What to do → Write each entry again exactly as shown, but without the images it holds.

Task data →

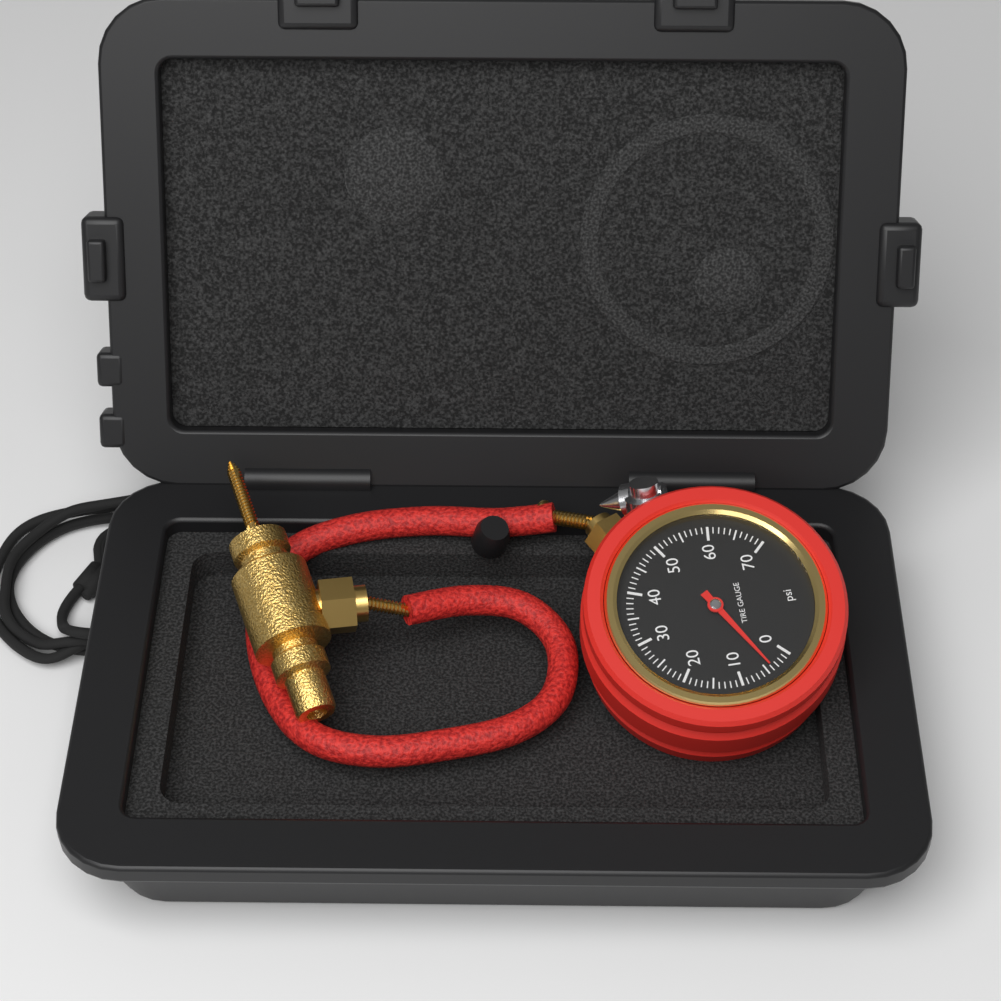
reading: 4 psi
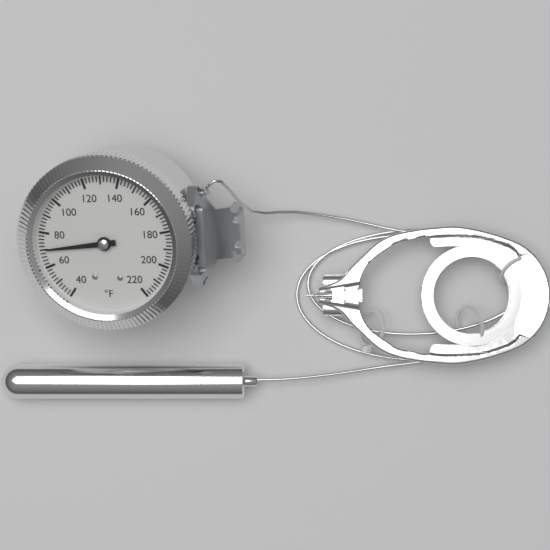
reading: 70 °F
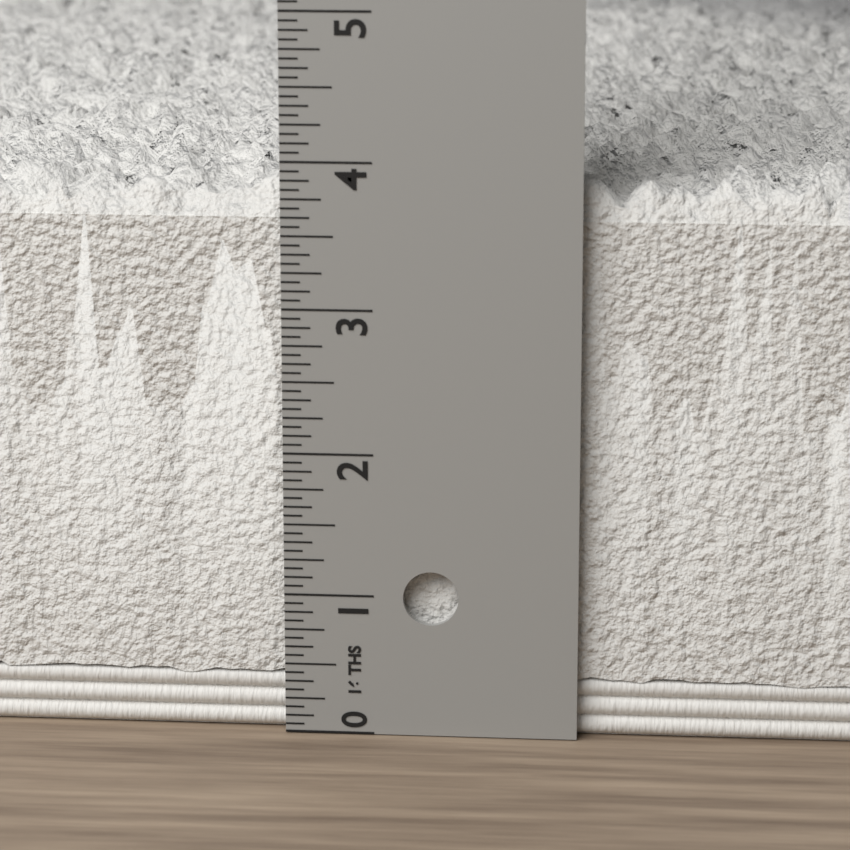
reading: 4.0000 in
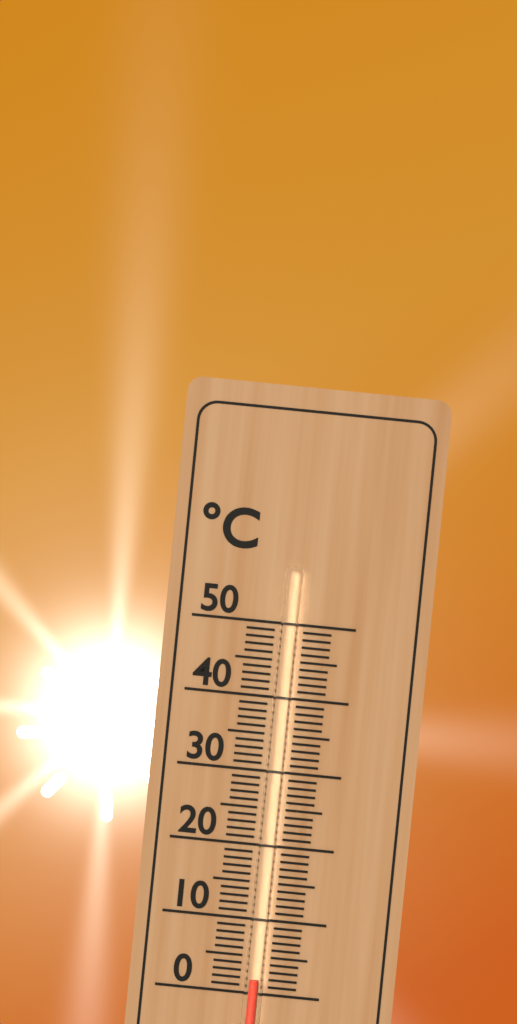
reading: 2 °C
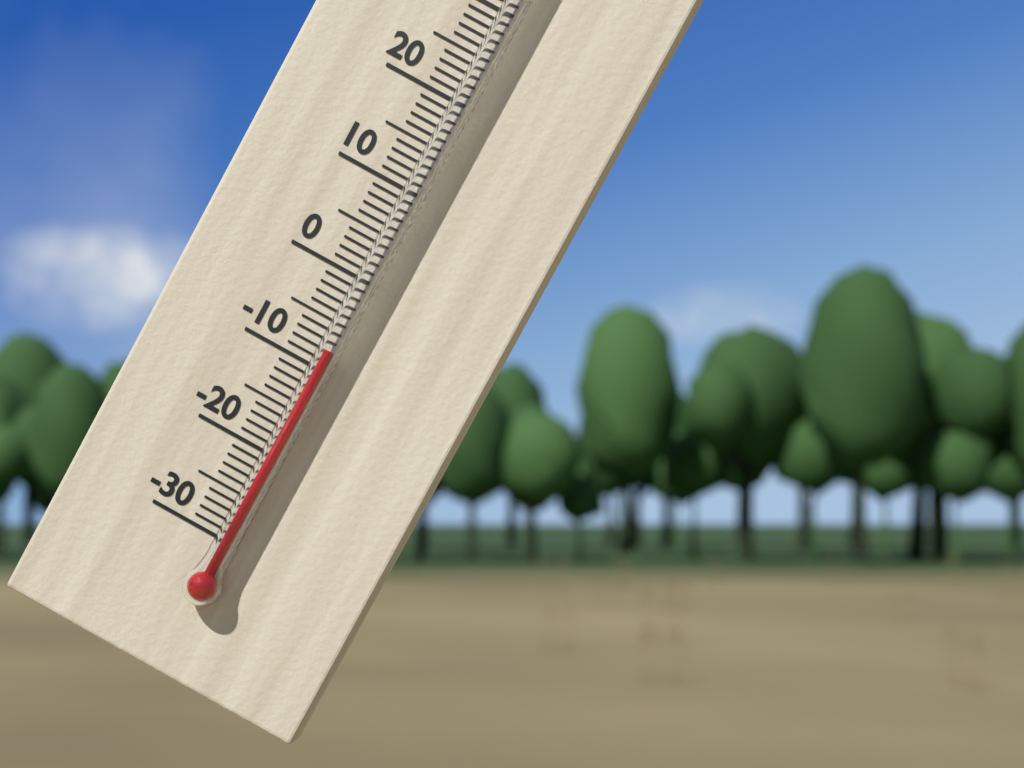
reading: -8 °C
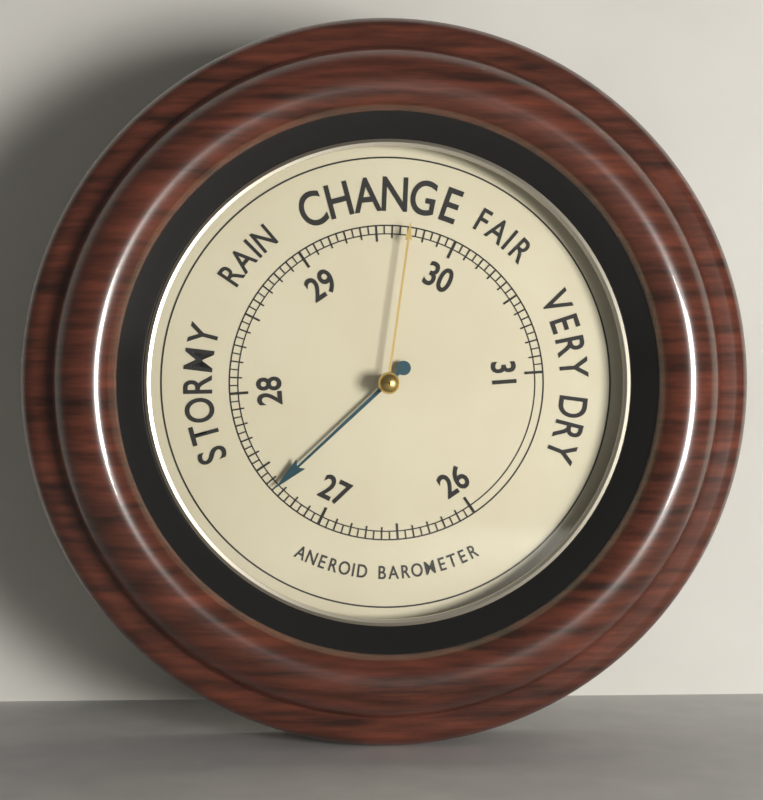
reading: 27.35 (no unit)
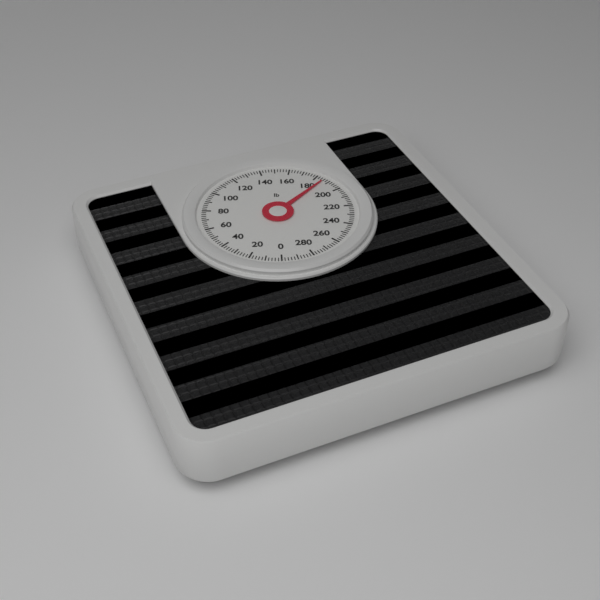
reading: 186 lb
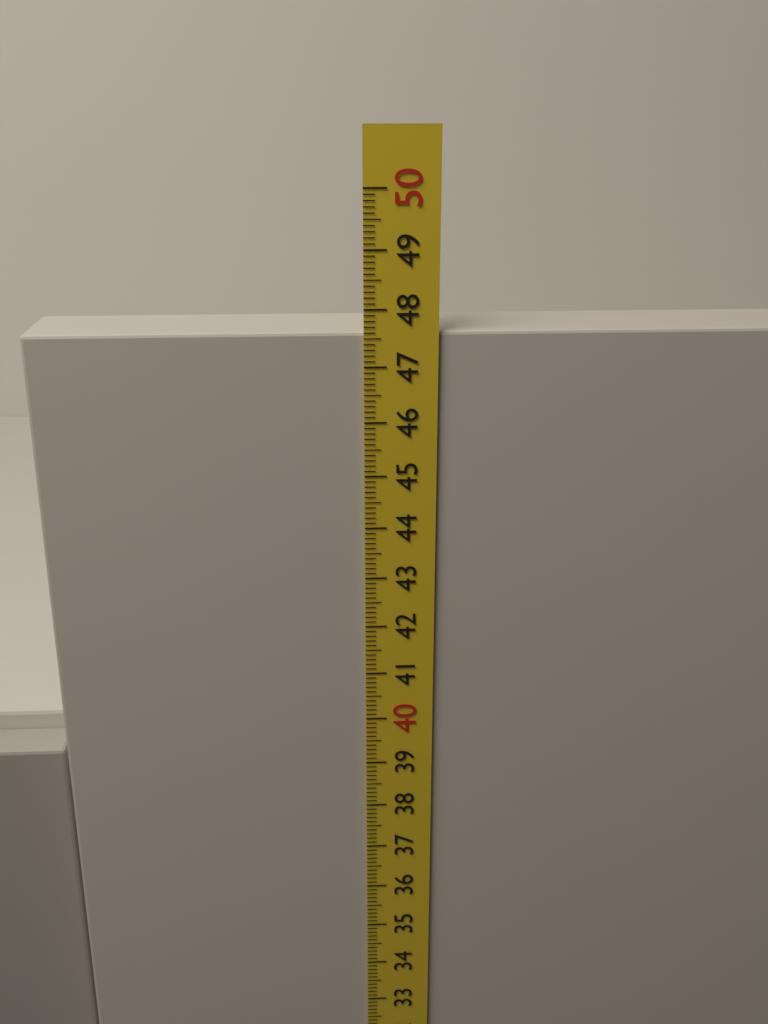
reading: 47.6 cm
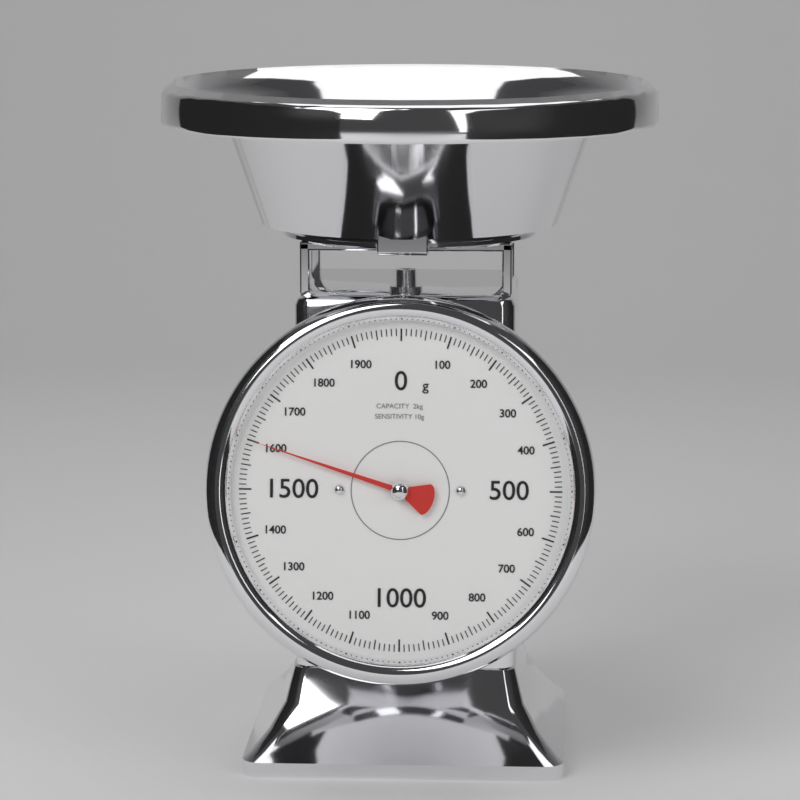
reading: 1600 g
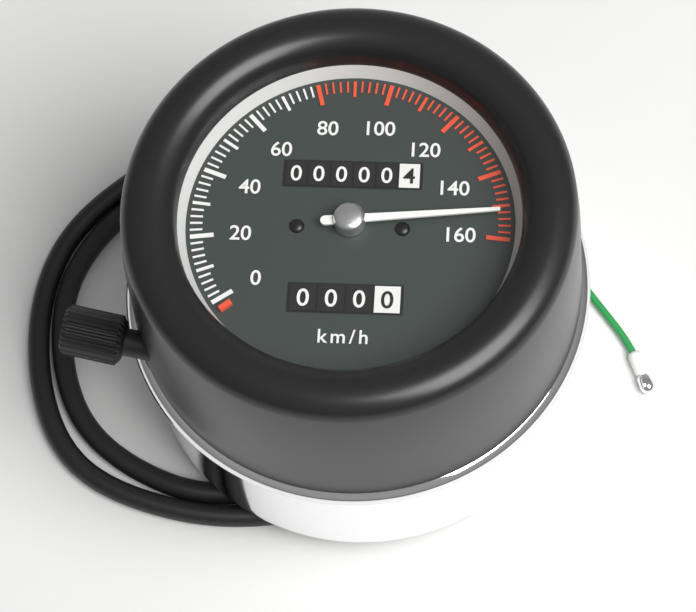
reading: 152 km/h
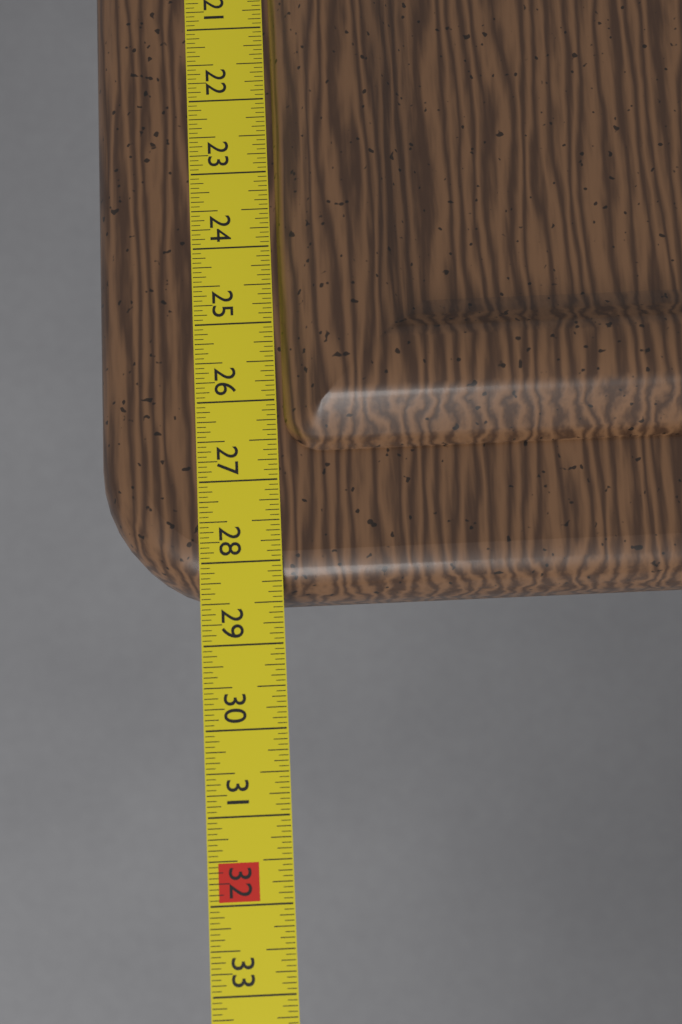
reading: 28.4375 in
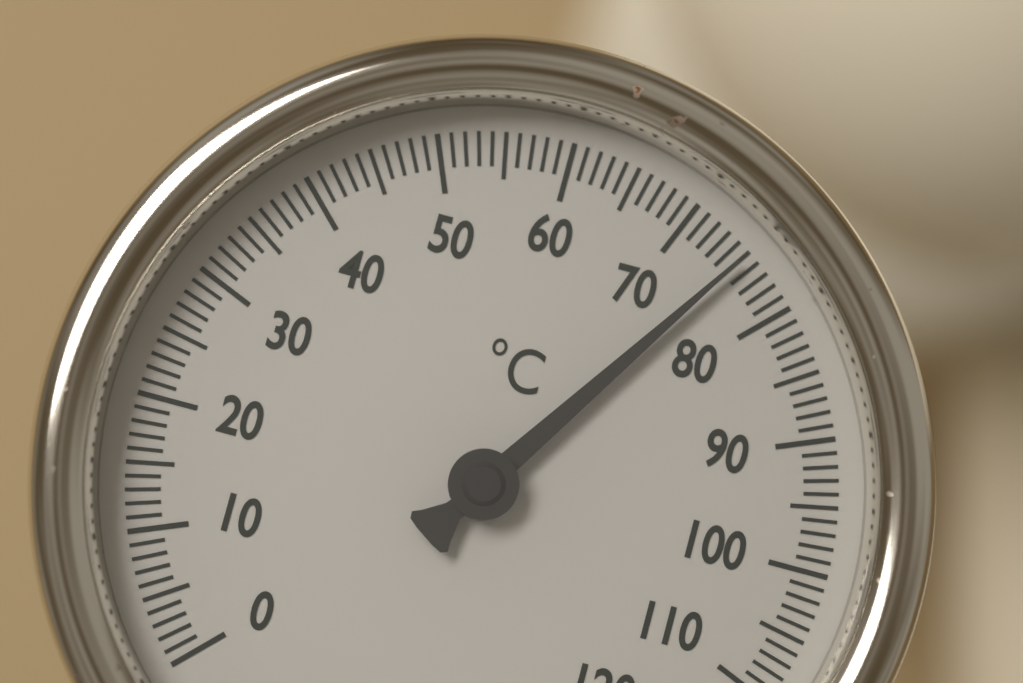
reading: 75 °C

Answer for the task →
reading: 4 psi
reading: 70 °F
reading: 4.0000 in
reading: 2 °C
reading: -8 °C
reading: 27.35 (no unit)
reading: 186 lb
reading: 47.6 cm
reading: 1600 g
reading: 152 km/h
reading: 28.4375 in
reading: 75 °C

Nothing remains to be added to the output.